The Employment Tribunal in Cardiff has given judgment in the case of Eirian Morris v Carmarthenshire County Council. Mr Morris was dismissed from his role as Ski Centre Coordinator at Pembrey Country Park following a restructure within the Council.

He issued a claim for automatically unfair dismissal on the basis that the principal reason for his dismissal was a series of whistleblowing disclosures he made in 2014. His alternative case was that his dismissal was substantively and/or procedurally unfair.

A five-day hearing took place last month. Jim Duffy, instructed by Mark Alaszewski of Thompsons Solicitors, represented Mr Morris. The claim was supported by UNISON.

The tribunal held that Mr Morris was dismissed by reason of redundancy and not due to his whistleblowing disclosures. It went on to find, however, that he was nonetheless unfairly dismissed due to a flawed procedure.
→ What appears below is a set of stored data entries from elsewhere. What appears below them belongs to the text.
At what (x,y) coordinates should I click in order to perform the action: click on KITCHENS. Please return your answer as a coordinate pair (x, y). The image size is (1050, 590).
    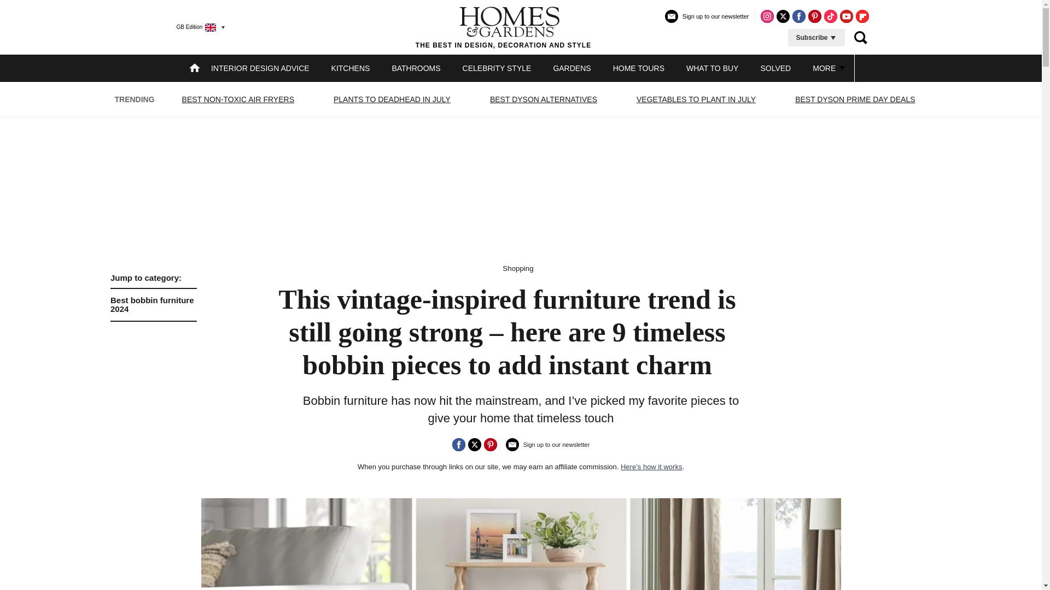
    Looking at the image, I should click on (351, 68).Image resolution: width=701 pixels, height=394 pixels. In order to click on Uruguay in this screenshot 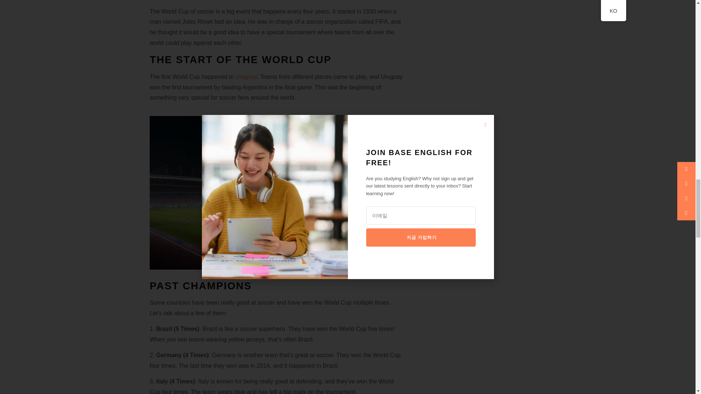, I will do `click(245, 77)`. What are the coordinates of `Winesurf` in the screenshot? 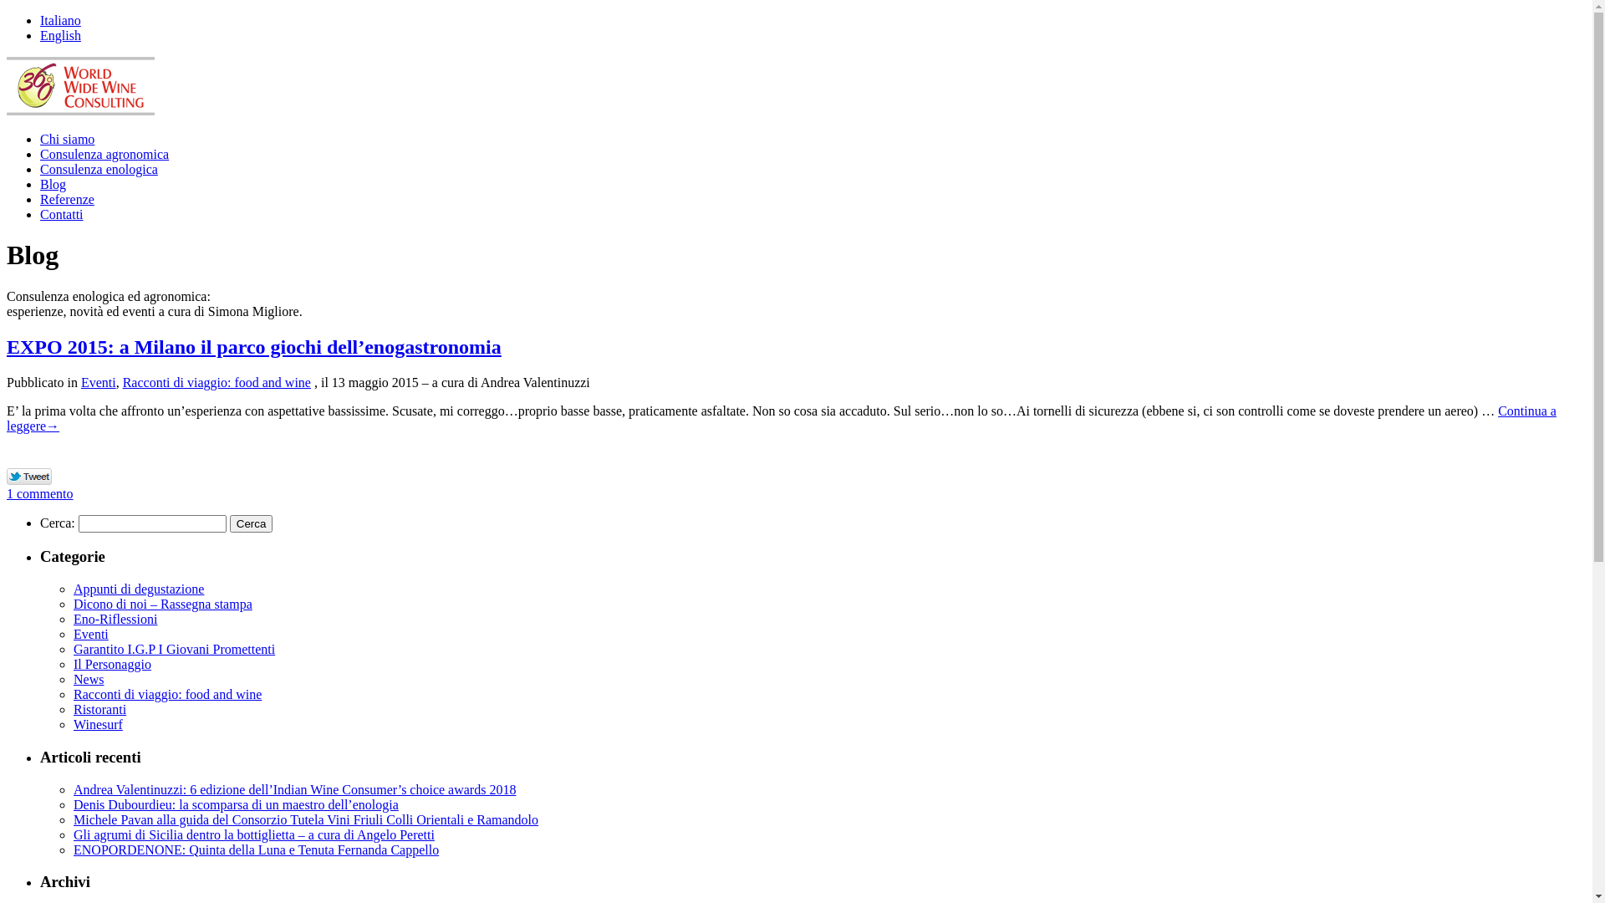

Mr Morris had been selected for redundancy in a pool of one. The Council had scored Mr Morris’s job against another post within the authority – that of ‘Active Facilities Manager’ (AFM) – and the scores were considered by Mr Rees, the officer who considered Mr Morris’s appeal against dismissal.

The Council failed to share those scores with Mr Morris during his redundancy procedure. Indeed, the scores were not even produced until mid-way through the hearing. As Jim pointed out, the scores seemed, on the face of it, to show a 97% compatibility between the ski centre role and the AFM role, undermining the Council’s argument that the AFM role involved a much greater degree of responsibility.

The tribunal considered that the evidence of the Council concerning how it approached the question of the size of pool “was not satisfactory”. It added:

[p]rima facie the posts of AFM and ski centre coordinator were graded the same and scored almost identically according to the material which Mr Rees relied upon. The evidence simply does not support the proposition advanced by Mr Rees that those scores reinforced his view that the demands of the two positions were significantly different.”

The Council failed to share with Mr Morris its proposals for the redevelopment of the ‘Countryside’ arm of its operation in which jobs might become available.

Neither did it update him that a temporary post he had previously been offered and rejected on the basis it would only last 12 weeks had received additional funding meaning it could be extended.

Had they done so, the claimant might have argued that the respondent should delay the deletion of his post or should redeploy him temporarily so that he might have the opportunity of applying for a permanent post in the new Countryside structure as and when that became available.

These are necessarily speculative considerations, but by failing to share those matters with the claimant the respondent effectively deprived him of the opportunity to argue that position.